Past updates
If you ever had a Livejournal account, or if you're still active on Dreamwidth, you'll recognize the title of this week's letter as a long-standing LJ/DW meme. When you want to communicate but aren't seized by the Muse, five things make a post.
My favorite musical artist and limerence object, Hozier, has graced us with new music: a deluxe version of his second album, Wasteland, Baby! on the fifth anniversary of its release. It includes several songs released on EP and two entirely new songs; here's the album version and here's the new acoustic version. While the deluxe album seems to be available only on vinyl at the moment, I hope it will eventually come out in CD format, too. It's hard to overestimate the importance Hozier and his music have had for me over the last ten years; they have consistently and richly fed my soul life.
I'm currently in the endnotes of Joy Harjo's Weaving Sundown in a Scarlet Light: 50 Poems for 50 Years. I think it was a Facebook sharing of one of her poems that first got me onto Harjo, although I had heard of her before that. From reading her poetry I went on to read several anthologies of Native poets that she edited or co-edited, covering indigenous peoples from all over North America and including Hawai'i. I highly recommend her work if you haven't read her before.
Yesterday my church had a Quiet Morning for Lent which I attended. Morning Prayer at the beginning, Mass at noon to conclude, and three addresses by a visiting priest, Fr. Simon Hoke. I would link to Hoke's web presence, but he seems not to have one. He's a retired priest, old enough to be my dad, who lives in North Carolina and fills in at little churches there, as well as travelling to preach and give retreats. I had not heard him before; he was a genial man with a genuinely fatherly vibe who made us laugh often during his three talks. He also happened to be on the staff of Trinity Church, Wall Street, on that day in 2000 when the World Trade Center towers just across the street were hit by planes, and was treated for cancer resulting from the air pollution. There's a priest who won't be fazed by anything you can do or say. I made my confession to him for the first time in about fifteen years.
Further on that topic, I've decided I'm settling back into Christian identity and practice. It feels not so much like a decision, really, as a resignation: I found myself wanting to observe Lent, so I guess that means I really am a Christian. The reason, friends, is simple: I have been welcomed in many places, by many people--Pagans, Buddhists, Christians of other traditions--but the Episcopal Church is my home. I am old (well, middle-aged) and tired, and I want to go home. Inexplicably, that means the weird Anglo-Catholic parish where my late ex-husband used to be the organist. It is a much healthier and more functional community under the current rector than it was when my ex worked there, and I am grateful to be a part of it.
Sunny continues to moult, to grow new feathers, to imitate an onion (especially when he wants a nap), and to be very snuggly when he's in the mood. He is onionating at the moment as Satie's "Gnossiennes" play on the radio.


◆ Work task: Transcribe the records in their entirety, exactly as given.

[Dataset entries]

________

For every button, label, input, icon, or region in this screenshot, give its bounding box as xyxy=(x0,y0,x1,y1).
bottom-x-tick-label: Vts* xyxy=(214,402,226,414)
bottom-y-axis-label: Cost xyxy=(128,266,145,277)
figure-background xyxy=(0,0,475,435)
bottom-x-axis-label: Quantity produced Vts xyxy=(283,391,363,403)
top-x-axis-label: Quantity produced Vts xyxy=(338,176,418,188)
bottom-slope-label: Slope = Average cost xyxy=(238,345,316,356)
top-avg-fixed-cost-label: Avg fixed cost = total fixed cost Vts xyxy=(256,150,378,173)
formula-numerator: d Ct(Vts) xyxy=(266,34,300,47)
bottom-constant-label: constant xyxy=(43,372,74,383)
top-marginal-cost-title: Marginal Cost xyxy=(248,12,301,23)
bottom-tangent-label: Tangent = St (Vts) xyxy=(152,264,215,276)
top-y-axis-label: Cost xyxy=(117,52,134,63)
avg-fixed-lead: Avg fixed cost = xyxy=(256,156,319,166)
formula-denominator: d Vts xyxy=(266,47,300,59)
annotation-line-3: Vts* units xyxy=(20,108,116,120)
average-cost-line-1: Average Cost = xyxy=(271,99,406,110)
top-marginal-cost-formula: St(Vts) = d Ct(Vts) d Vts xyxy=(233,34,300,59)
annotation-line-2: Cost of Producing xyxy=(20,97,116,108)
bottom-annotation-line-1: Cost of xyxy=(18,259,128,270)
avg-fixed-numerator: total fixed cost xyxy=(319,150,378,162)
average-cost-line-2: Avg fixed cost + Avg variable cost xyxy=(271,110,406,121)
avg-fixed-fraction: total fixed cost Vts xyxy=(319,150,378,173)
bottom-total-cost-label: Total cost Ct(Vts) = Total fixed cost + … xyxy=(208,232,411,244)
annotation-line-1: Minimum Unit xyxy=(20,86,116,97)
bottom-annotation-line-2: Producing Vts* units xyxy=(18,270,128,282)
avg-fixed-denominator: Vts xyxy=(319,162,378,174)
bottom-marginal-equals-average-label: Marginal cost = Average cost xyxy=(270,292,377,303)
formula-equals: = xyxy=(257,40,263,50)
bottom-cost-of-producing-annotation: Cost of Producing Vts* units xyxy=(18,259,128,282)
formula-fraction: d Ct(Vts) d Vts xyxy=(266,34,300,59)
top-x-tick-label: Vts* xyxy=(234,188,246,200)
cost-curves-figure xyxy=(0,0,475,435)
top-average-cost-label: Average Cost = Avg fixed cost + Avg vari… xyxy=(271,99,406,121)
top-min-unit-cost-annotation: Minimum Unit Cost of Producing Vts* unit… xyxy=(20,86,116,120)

________

◆ Expected answer:
For every button, label, input, icon, or region in this screenshot, give its bounding box as xyxy=(x0,y0,x1,y1).
bottom-x-tick-label: Vts* xyxy=(214,402,226,414)
bottom-y-axis-label: Cost xyxy=(128,266,145,277)
figure-background xyxy=(0,0,475,435)
bottom-x-axis-label: Quantity produced Vts xyxy=(283,391,363,403)
top-x-axis-label: Quantity produced Vts xyxy=(338,176,418,188)
bottom-slope-label: Slope = Average cost xyxy=(238,345,316,356)
top-avg-fixed-cost-label: Avg fixed cost = total fixed cost Vts xyxy=(256,150,378,173)
formula-numerator: d Ct(Vts) xyxy=(266,34,300,47)
bottom-constant-label: constant xyxy=(43,372,74,383)
top-marginal-cost-title: Marginal Cost xyxy=(248,12,301,23)
bottom-tangent-label: Tangent = St (Vts) xyxy=(152,264,215,276)
top-y-axis-label: Cost xyxy=(117,52,134,63)
avg-fixed-lead: Avg fixed cost = xyxy=(256,156,319,166)
formula-denominator: d Vts xyxy=(266,47,300,59)
annotation-line-3: Vts* units xyxy=(20,108,116,120)
average-cost-line-1: Average Cost = xyxy=(271,99,406,110)
top-marginal-cost-formula: St(Vts) = d Ct(Vts) d Vts xyxy=(233,34,300,59)
annotation-line-2: Cost of Producing xyxy=(20,97,116,108)
bottom-annotation-line-1: Cost of xyxy=(18,259,128,270)
avg-fixed-numerator: total fixed cost xyxy=(319,150,378,162)
average-cost-line-2: Avg fixed cost + Avg variable cost xyxy=(271,110,406,121)
avg-fixed-fraction: total fixed cost Vts xyxy=(319,150,378,173)
bottom-total-cost-label: Total cost Ct(Vts) = Total fixed cost + … xyxy=(208,232,411,244)
annotation-line-1: Minimum Unit xyxy=(20,86,116,97)
bottom-annotation-line-2: Producing Vts* units xyxy=(18,270,128,282)
avg-fixed-denominator: Vts xyxy=(319,162,378,174)
bottom-marginal-equals-average-label: Marginal cost = Average cost xyxy=(270,292,377,303)
formula-equals: = xyxy=(257,40,263,50)
bottom-cost-of-producing-annotation: Cost of Producing Vts* units xyxy=(18,259,128,282)
formula-fraction: d Ct(Vts) d Vts xyxy=(266,34,300,59)
top-x-tick-label: Vts* xyxy=(234,188,246,200)
cost-curves-figure xyxy=(0,0,475,435)
top-average-cost-label: Average Cost = Avg fixed cost + Avg vari… xyxy=(271,99,406,121)
top-min-unit-cost-annotation: Minimum Unit Cost of Producing Vts* unit… xyxy=(20,86,116,120)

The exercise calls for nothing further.